Bicycles Asked on July 24, 2021
I am 100% new to the dynamo world, and after unpacking it I was surprised how it behaves. I already googled and found out that some of my worries are "normal", but for some of the issues observed I didn’t find explanation (or "it is normal" confirmation).
I am talking about just hub, I didn’t build a wheel yet. I am holding/squeezing axle nuts at one hand, and try to turn hub body with the other.
When I hold hub at hand and try to turn it there is a lot of friction, there are distinct points (some like stop points) where hub feels click-in (there is not audible click). Far, far analogy but it resembles the rear hub somewhat — there is also some friction and there are also some special points.

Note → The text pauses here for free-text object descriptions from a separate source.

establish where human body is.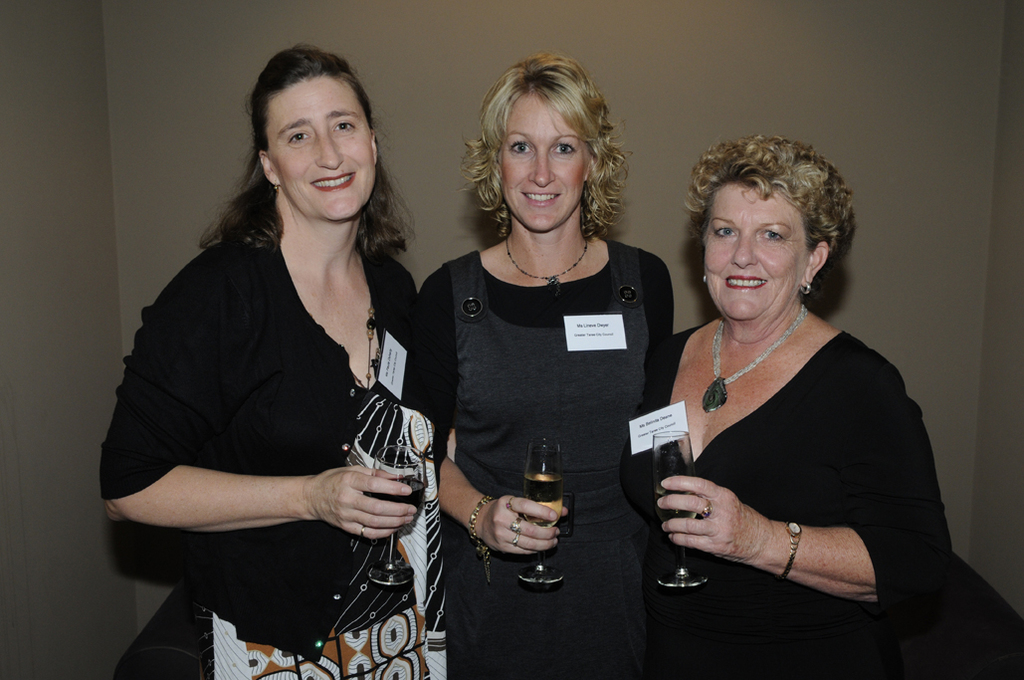
Established at box(118, 46, 493, 679).
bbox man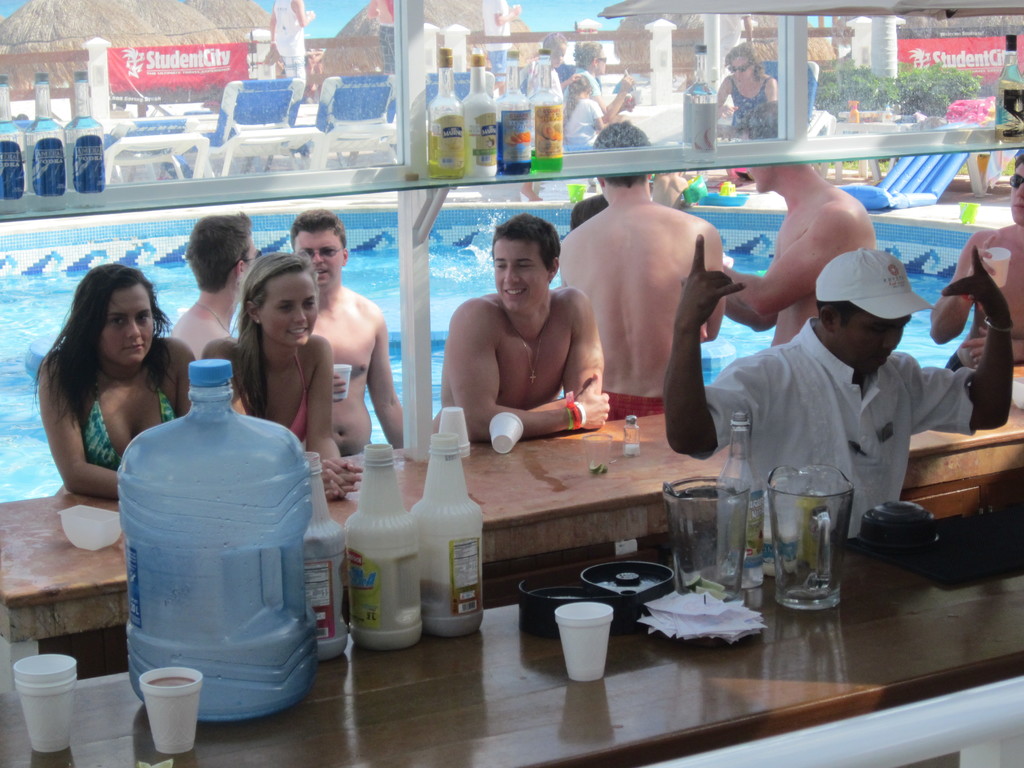
box(552, 122, 732, 425)
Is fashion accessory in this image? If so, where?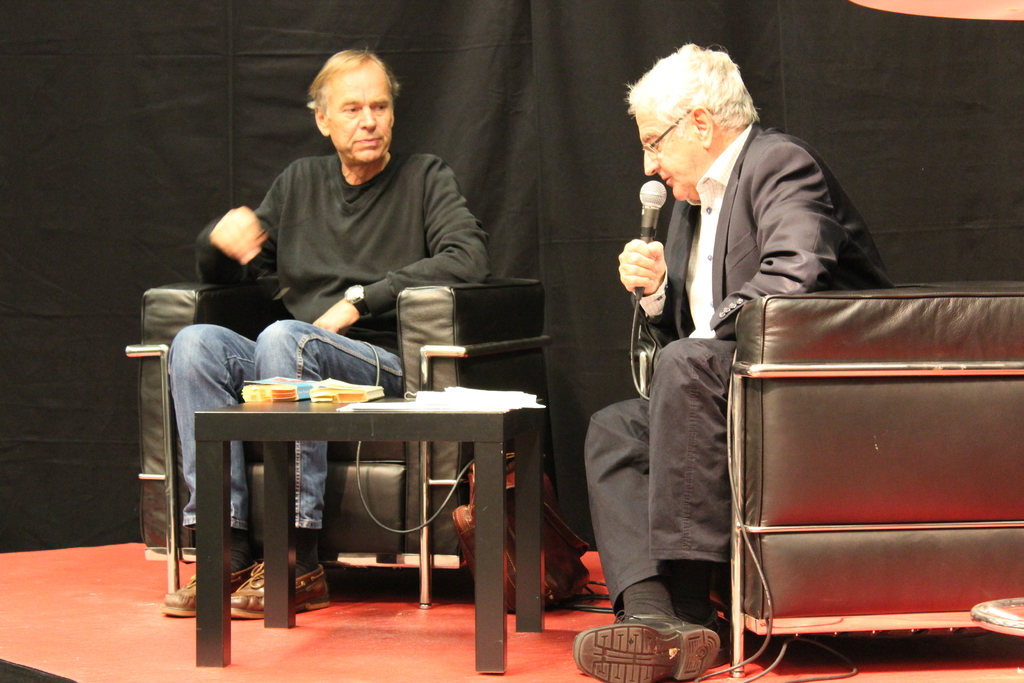
Yes, at 344:281:372:323.
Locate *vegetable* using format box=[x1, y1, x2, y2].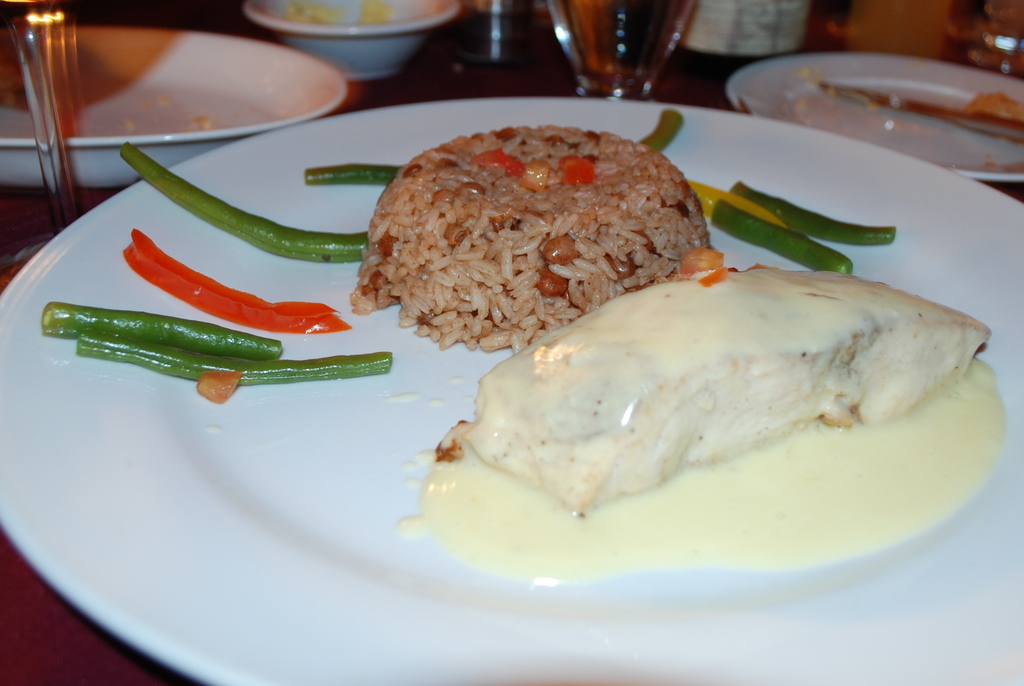
box=[710, 197, 854, 275].
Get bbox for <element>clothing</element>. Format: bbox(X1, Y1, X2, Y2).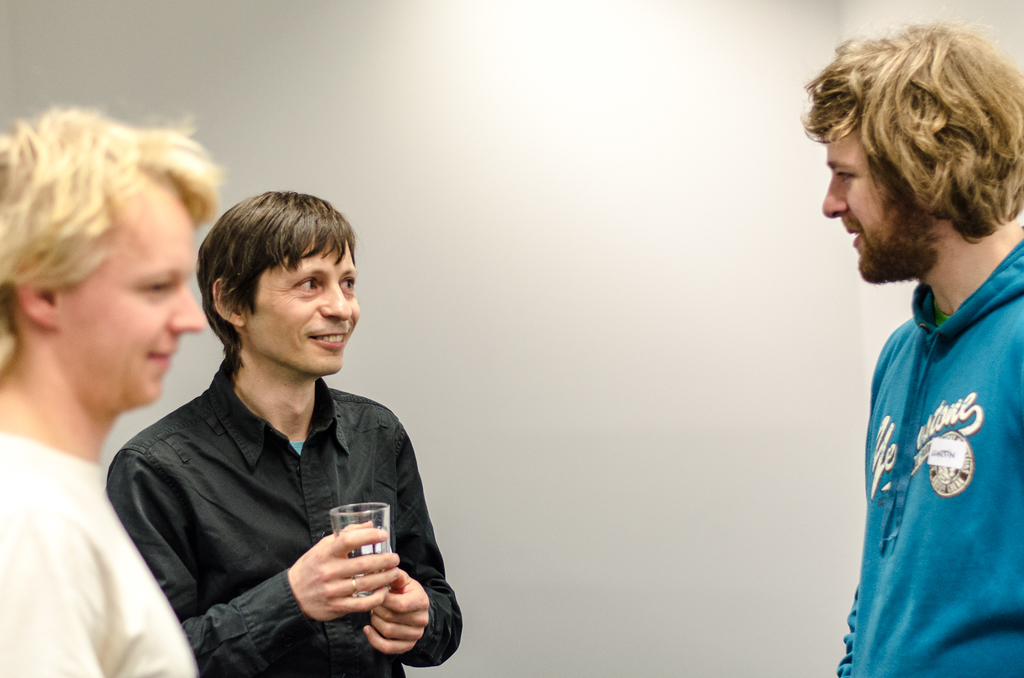
bbox(0, 428, 191, 677).
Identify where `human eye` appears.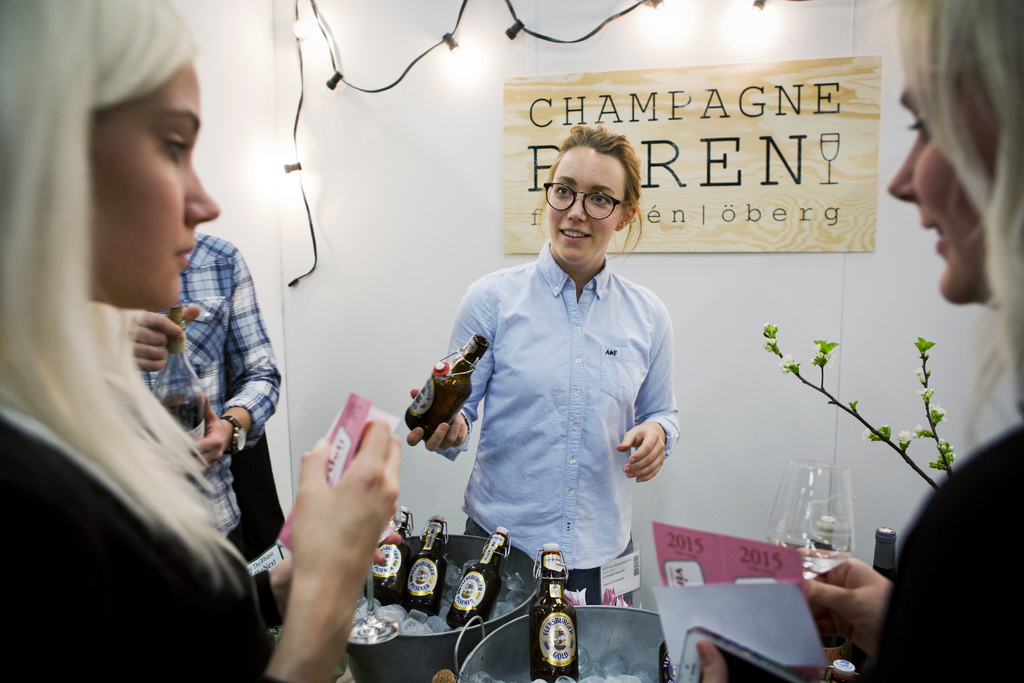
Appears at Rect(551, 183, 573, 199).
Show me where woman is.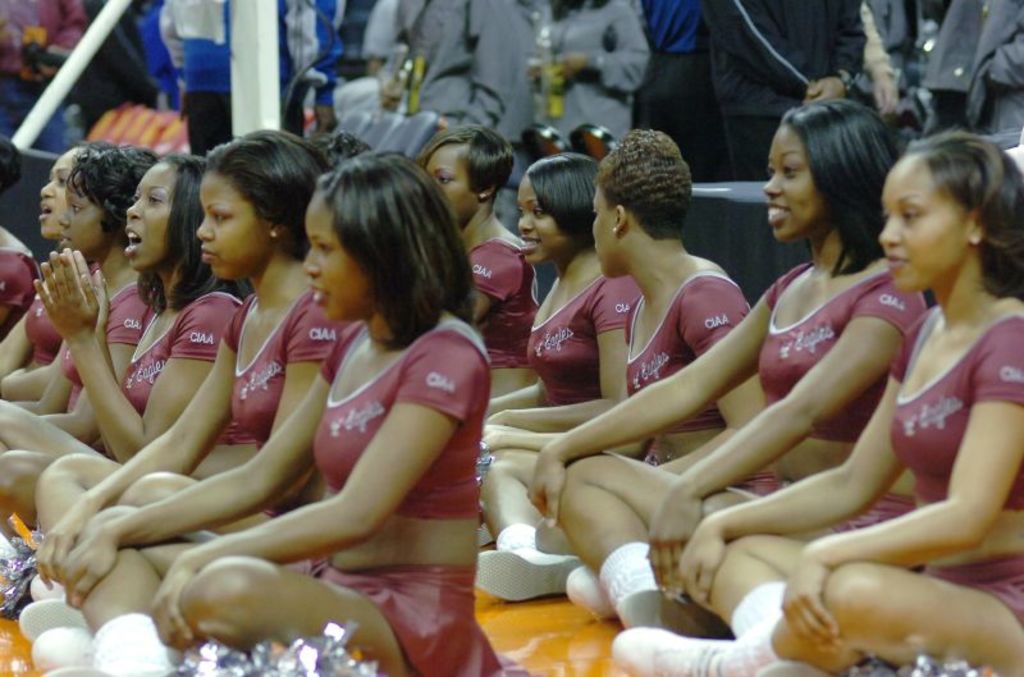
woman is at box=[0, 137, 127, 402].
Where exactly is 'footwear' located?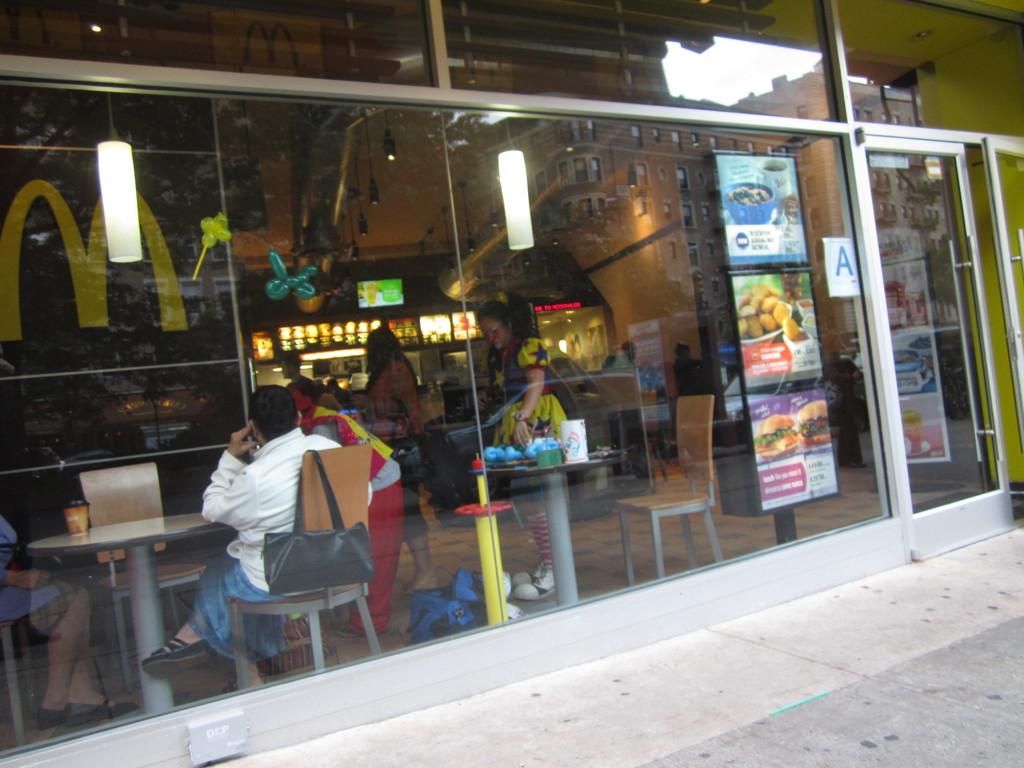
Its bounding box is box(140, 637, 212, 677).
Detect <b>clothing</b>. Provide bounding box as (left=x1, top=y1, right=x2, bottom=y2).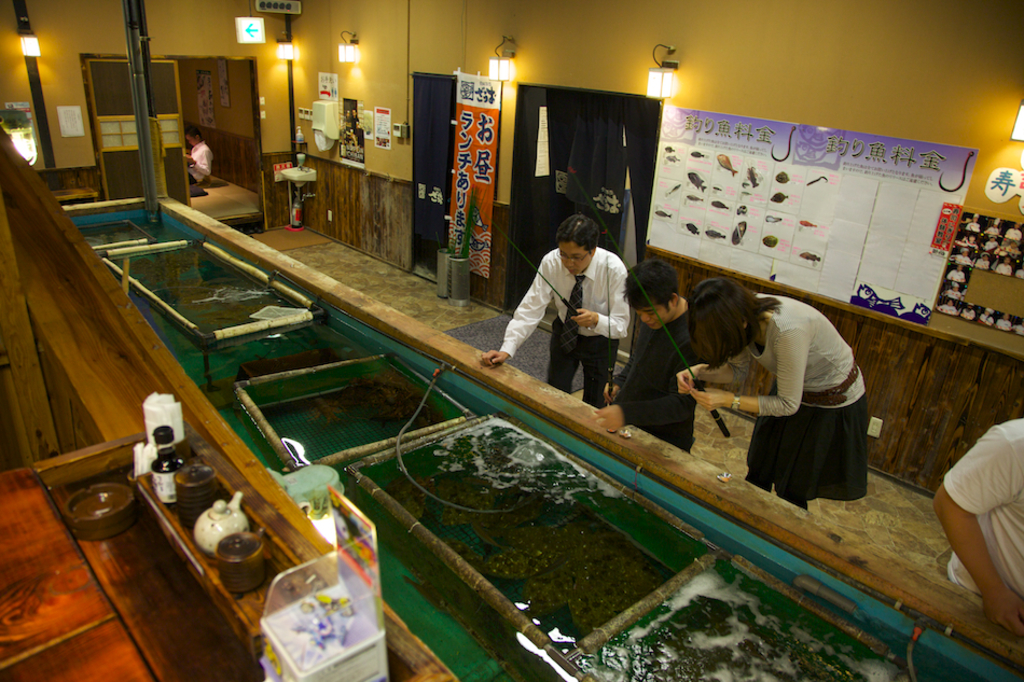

Friction in dynamo hub I have is much greater. Gathering from all "it is normal" I take my hub is not broken. Yet.
But there is more — the rear hub movement is predictable, I turn it by hand, the hub has no inertia so it stays exactly when I stop turning it, in other words any point/angle is valid point/angle. With dynamo hub if I am less than midway between points it bounces back by itself. So there are only X designated points/angles at which it can rest. And as for friction — forward turning is hard, turning it backward is even harder (at first I thought it is not possible at all).
So my question is — is this "more" section above normal as well, or those are odd even in dynamo-hubs world and I probably have broken hub (or terrible quality one)?
Remember a dynamo hub has a small electric generator inside of it. What you are feeling when you turn the shaft is the interaction between the magnets and wires in the the generator creating peaks of torque on the shaft.
Answered by Argenti Apparatus on July 24, 2021
The apparent turning resistance, and the presence of discrete resting positions is normal for dynamo hubs. When I first got my Shutter Precision PD-8 dynamo hub, I was shocked that I could barely turn the axle with my fingers. However, in operation the effective resistance of the hub is negligible as you would expect. The "cogging" between electrical poles doesn't slow the bicycle down much, because although it does take force to turn the axle toward one of the pole locations, you will notice that once the hub has rotated past the pole it actually "snaps" back to the next rest position, giving back most of the energy. In operation the repeated motions past the electrical poles evens out. There is still some added resistance from the electrical generation, but only a tiny fraction of what you would expect from turning the axle by hand.
I do not have an explanation for why the resistance would be different when turning one direction vs. the other. As far as I know, it should be the same turning either direction.